What I miss is to be able to go anywhere without anxiety or being hyper-aware of my surroundings, without the panic attacks that actually blind me instead of making me observe better.

I often give a lift to women walking long distances from our part of Durbanville to where the taxis stop in Durban Road. At first I couldn’t understand why I do it. We had to walk, catch a bus or a train to our destinations, so why would I care that others have to pound foot? I wondered whether I was doing it out of white guilt or genuine altruism. Then it hit me: I didn’t want them to be attacked as I was, twice, while living in Woodstock. Women are not safe anywhere, especially not around these huge open fields surrounding us.

My body remembers the freedoms and the hurts. I still cannot watch people falling or being smashed down or kicked on TV without getting horripilation running up my legs.

As a white woman especially, I can’t tell those who suffered under apartheid to only move forward, to not dwell on the past, because not only does the body remember, as a psychologist explained to me, but I would then be like my mother: oblivious to another’s pain and emotionally uninvested in the future well-being of others. Intellectually I know she cannot give what she does not have – unconditional love for my sister and me – but my heart aches at that absence regardless. Also, while there always was a void where my emotionally absent father resided, his death merely replaced the hole with a more substantial cavity. Nostalgia, to me, is a violently conflicted business. I push and pull constantly at what should never have been, what was, and the now. And I think that the new South Africa maybe cannot give what it does not have: an emotional investment in the safety and security of everybody’s future, including whites, and that it is as intensely ambivalent about all matters South African as I am.

© Sara P. Dias

2 haiku: New Year

Dew dazzles
the new year – magpie
cocks his head

_

New year’s rain -
stream flows down
yesteryear’s path

_
© Sara P. Dias

haiku: harvest moon

Slow to rise
migrating birds bloat the
harvest moon

_

First published: Asahi Haikuist Network, Dec. 3, 2010

© Sara P. Dias

haiku: autumn wind

Shrike’s small nest
rolls with autumn leaves -
spring too far

_
© Sara P. Dias

2 haiku: autumn moon

Ochre leaves
sink into full moon
heavy hearts

Sated moon
drifts on red leaves
cat enfolds kittens


© Sara P. Dias

2 haiku: 2010 World Cup

Soccer ball
aimed at wet seagull
going home

_

Vuvus blare
I long for the bees
of summer

_

Both first published in Asahi Haikuist Network, July 16, 2010.

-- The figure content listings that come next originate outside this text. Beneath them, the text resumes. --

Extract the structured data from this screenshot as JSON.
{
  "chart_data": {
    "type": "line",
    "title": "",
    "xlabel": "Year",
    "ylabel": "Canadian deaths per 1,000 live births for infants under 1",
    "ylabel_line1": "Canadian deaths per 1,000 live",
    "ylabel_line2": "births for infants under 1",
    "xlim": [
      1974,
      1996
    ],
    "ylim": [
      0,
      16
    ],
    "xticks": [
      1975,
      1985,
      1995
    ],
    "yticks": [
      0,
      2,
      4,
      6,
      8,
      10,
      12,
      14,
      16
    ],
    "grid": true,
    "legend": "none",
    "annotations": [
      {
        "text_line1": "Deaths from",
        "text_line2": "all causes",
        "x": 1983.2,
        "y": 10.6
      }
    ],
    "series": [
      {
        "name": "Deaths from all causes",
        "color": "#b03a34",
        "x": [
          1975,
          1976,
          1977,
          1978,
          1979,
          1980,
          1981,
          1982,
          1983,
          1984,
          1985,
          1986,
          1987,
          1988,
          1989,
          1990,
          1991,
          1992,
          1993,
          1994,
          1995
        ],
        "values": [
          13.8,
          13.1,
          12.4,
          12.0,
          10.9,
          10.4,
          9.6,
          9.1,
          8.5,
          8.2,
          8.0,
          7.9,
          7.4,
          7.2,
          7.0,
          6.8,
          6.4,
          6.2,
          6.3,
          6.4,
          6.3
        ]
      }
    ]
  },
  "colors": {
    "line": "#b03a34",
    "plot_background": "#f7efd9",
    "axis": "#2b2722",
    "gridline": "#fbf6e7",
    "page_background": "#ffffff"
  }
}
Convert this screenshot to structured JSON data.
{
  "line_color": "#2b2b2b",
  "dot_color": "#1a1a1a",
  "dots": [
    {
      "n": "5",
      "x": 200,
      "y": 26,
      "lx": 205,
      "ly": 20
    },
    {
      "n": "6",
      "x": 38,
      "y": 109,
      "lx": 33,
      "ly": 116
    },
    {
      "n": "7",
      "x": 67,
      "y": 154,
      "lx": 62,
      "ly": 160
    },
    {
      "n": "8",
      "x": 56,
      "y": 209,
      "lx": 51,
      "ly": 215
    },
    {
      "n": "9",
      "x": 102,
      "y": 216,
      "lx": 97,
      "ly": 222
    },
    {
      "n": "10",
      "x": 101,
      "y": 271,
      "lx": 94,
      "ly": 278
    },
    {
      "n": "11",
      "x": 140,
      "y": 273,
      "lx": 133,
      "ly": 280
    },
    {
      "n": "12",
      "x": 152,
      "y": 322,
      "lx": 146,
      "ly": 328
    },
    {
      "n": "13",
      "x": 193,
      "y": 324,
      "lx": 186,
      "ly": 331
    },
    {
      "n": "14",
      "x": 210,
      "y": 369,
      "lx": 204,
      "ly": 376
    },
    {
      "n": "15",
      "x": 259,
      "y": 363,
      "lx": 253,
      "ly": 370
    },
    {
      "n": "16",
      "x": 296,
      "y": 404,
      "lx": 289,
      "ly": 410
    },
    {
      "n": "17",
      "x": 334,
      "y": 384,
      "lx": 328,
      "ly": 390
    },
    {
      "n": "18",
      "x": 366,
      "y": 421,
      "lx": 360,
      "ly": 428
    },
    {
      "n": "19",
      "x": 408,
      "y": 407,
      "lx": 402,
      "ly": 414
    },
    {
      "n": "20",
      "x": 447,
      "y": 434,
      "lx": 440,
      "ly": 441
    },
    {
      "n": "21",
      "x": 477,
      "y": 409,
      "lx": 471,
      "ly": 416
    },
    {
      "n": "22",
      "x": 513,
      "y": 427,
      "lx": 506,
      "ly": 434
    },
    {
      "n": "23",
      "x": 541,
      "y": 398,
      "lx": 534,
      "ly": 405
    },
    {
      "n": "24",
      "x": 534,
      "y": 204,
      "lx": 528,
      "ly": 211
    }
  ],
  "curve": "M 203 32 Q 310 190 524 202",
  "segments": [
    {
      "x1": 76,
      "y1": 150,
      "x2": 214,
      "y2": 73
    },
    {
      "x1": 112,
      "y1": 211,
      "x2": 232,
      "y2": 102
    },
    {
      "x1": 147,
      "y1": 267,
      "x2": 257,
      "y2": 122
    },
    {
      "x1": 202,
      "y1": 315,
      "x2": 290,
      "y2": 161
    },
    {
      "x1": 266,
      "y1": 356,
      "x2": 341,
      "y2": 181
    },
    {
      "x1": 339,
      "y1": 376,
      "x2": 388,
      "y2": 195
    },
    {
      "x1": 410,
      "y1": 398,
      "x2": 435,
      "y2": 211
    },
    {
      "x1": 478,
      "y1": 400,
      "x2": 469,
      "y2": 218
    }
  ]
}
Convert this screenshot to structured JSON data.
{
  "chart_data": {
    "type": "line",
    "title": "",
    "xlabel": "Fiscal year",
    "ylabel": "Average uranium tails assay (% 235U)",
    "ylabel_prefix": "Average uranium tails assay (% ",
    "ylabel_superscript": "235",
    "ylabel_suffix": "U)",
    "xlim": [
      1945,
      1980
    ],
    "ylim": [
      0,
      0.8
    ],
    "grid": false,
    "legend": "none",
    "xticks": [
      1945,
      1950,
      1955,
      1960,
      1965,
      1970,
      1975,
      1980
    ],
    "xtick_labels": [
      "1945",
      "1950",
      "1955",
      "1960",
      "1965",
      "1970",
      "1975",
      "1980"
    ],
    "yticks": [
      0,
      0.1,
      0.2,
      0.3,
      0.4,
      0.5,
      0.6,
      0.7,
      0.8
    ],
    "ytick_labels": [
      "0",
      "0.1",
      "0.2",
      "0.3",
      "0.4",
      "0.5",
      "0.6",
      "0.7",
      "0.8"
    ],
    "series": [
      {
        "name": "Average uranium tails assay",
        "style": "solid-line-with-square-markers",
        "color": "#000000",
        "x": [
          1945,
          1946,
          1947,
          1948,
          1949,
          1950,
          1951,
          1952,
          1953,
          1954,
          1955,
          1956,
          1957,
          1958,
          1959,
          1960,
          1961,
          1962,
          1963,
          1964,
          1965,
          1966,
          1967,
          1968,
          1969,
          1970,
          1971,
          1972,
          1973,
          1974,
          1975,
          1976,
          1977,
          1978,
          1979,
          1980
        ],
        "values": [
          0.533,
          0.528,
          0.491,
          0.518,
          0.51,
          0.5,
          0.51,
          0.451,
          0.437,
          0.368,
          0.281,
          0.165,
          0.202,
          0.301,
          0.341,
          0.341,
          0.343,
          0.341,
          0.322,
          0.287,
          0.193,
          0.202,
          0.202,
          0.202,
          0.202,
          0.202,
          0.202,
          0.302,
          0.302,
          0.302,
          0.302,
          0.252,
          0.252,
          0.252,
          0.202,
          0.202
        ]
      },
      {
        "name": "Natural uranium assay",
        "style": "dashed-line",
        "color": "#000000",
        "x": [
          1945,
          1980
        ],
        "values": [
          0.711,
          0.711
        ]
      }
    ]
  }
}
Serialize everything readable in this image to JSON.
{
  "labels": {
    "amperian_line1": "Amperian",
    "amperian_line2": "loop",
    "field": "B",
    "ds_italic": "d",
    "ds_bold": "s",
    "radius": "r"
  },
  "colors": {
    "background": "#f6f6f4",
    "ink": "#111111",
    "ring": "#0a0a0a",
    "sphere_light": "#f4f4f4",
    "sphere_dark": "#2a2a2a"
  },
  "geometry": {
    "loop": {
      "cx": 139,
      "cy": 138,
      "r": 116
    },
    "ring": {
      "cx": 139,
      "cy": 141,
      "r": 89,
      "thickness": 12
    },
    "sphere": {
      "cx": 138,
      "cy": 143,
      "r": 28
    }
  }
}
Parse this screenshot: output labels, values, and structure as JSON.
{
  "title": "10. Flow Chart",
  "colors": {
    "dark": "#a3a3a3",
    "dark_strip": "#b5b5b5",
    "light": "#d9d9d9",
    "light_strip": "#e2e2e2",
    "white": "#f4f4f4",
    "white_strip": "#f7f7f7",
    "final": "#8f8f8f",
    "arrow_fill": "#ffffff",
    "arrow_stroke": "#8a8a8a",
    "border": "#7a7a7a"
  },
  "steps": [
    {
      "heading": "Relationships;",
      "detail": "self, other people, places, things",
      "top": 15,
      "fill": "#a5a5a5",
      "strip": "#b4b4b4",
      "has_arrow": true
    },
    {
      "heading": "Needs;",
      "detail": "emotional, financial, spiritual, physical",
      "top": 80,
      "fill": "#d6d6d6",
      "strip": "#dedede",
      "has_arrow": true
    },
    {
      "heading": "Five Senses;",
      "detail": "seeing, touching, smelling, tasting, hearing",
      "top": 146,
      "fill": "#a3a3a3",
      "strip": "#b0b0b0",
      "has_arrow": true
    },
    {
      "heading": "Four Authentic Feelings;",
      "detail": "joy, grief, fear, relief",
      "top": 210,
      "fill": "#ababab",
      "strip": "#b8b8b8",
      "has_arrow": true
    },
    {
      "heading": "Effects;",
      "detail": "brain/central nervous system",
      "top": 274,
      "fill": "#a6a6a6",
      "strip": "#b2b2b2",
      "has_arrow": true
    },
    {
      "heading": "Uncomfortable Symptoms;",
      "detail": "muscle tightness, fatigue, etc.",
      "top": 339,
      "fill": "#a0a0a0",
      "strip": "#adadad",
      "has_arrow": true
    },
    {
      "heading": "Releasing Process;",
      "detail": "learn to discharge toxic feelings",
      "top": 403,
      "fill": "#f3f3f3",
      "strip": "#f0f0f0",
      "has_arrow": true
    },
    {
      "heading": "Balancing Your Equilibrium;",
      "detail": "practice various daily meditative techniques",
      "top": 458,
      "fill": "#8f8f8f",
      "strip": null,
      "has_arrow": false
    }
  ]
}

© Sara P. Dias (South Africa)

haiku: snow

Below 0°
snowflakes touch portholes
no face alike
_

First published: Asahi Haikuist Network, Feb. 19, 2010

© Sara Dias

Return ticket, please …

(a rondeau)

There’s water on the moon, they say,
enough to wash the grit away
from eyes alit by this detour
mapped out by Greed’s cartographer
who mocks the herd, this way, This way …

I bled the green valley Monday,
all the veins ran dry by Sunday,
while to my children I proffer
the water on the moon, the Moon

they say, which we will reach one day -
my children and cattle today
must tramp the dust even further
to the Rift Valley abattoir
where our bulldozed carcasses lay
bathed in the water on the moon.

© Sara P. Dias

The suffering of hundreds of thousands of animals dying and rotting where they fall, and the slaughter of the emaciated stock that survive being driven over long distances in search of green pasture by starving herders and their dying children, is heart-rending. The headlines are everywhere: The devastation sweeping across Kenya is but one example of prolonged drought caused by climate change, expanding populations, deforestation, overgrazing, crop failure, mismanagement of water resources, corrupt government officials who sell off emergency food, and violent ethnic conflicts over competition for resources. And still we don’t change our behaviour.